Yes, that Appomattox Court House where 157 years ago today General Robert E Lee surrendered to General Ulysses S Grant.

And you can visit the museum there today and learn more about a war that changed America and the world.

And perhaps Wilmer McLean (Scottish surely).

Wilmer’s stuff and Custer

Dress-ups: In Virginia

If you’re looking for Wilmer’s original furniture I’m afraid you’ll be disappointed.

As the Army of the Potomac made off with them as souvenirs giving Wilmer a paltry financial recompense.

The table on which Lee signed the surrender documents came into General Custer’s possession.

And you can see it now in the American History Museum at the Smithsonian in Washington DC.

With an authentic recreation of McLean’s second home is now part of the Appommattox Court House National Historic Park.

Civil War sites

Let battle begin: Manassas

Now where Wilmer led I have still to follow.

Visiting, yes, Manassas, but still to make Appomattox.

Which I will, and as much of the pristine American Civil War sites that I studied way back in my University days.

And remember that all major airlines fly into Dulles Airport, the feeder airport for Washington DC.

Which Virginians never tire of reminding you is in their Commmwealth.

And not state as former governor, and Bill Clinton’s best buddy, Terry McAuliffe was at pains to tell us all.

Over a pint of stout in the Guinness Storehouse in Dublin.

But that’s another story.

And today is about marking the date with the Civil War home to roost for Wilmer McLean.

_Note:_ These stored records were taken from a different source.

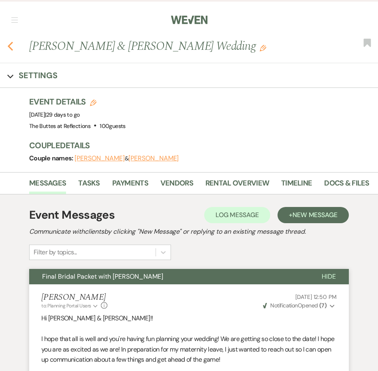 The image size is (378, 371). I want to click on button: Hide, so click(328, 276).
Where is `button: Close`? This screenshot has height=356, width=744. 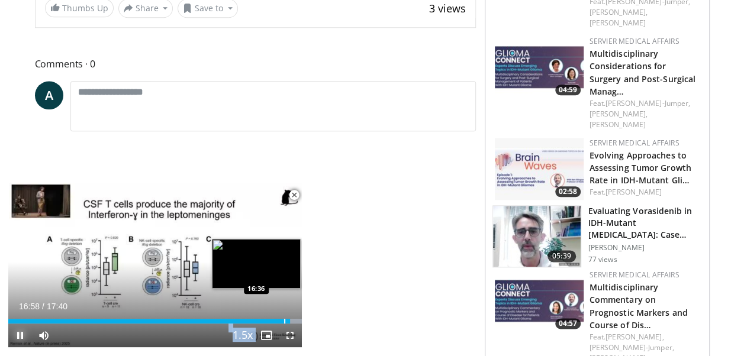 button: Close is located at coordinates (294, 195).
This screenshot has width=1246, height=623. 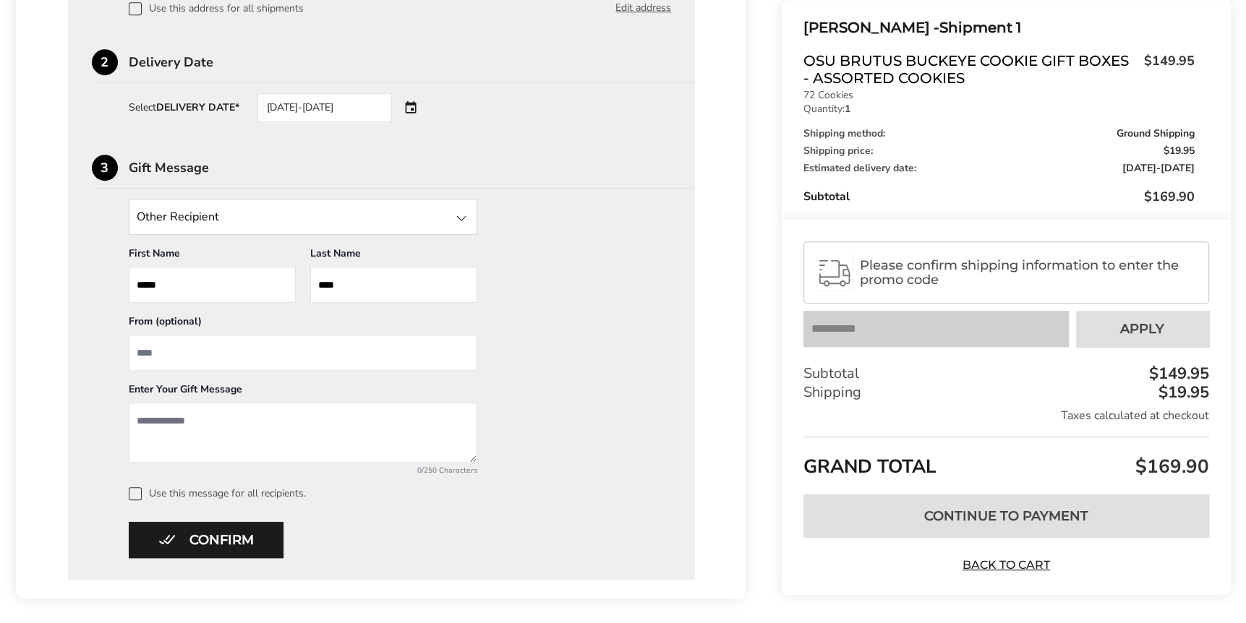 I want to click on p: Quantity:, so click(x=999, y=109).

Countries, Culture, Europe, Pilgrimage

Holocaust Memorial Day

It was a moral dilemma to test the wisdom of Solomon himself, if bombing Auschwitz would justify the loss of life.

A major consideration was that Hitler’s Third Reich would paint the Allies as anti-Semitic.

History tells us that bombs did rain down on Auschwitz but the damage and deaths to inmates and guards were collateral damage.

Behind the wire: Auschwitz

From a raid on a nearby industrial installation.

It was the Soviets who eventually liberated Auschwitz. 76 years ago today, January 27.

And in the the aftermath of the War the Poles decided to preserve Auschwitz.

Dramatic Dachau

Lest We Forget Auschwitz, Bergen-Belsen and Dachau and the 20+ other Third concentration camps in tbs Third Reich.

Dachau may seem a strange inclusion in a Topdeck Oktoberfest bus booze tour.

But the first German concentration camp left a lasting mark on the Aussie and Kiwi (and one Scot) hard-drinkers.

Manassas battlefield in Virginia

War tourism is not for everyone and its critics decry it as mawkish, but it is for me.

And I would much rather visit the Flanders Fields and the Somme, the American Civil War Manassas battefield, Anne Frank’s House and Dresden than sit on a beach.

Although thankfully they’re not mutually exclusive for the curious visitor.

Old Town Krakow

My passion for history has thankfully been taken up by my family (they had little choice).

And the Son and Heir sought out Auschwitz on his trip to Krakow for World Youth Day.

Of course, you can only truly appreciate the gravitas of these concentration camps by visiting them.

But since we all can’t go we must rely on the witness testimonies of those who survived its horrors.

And those of us who pay our respects.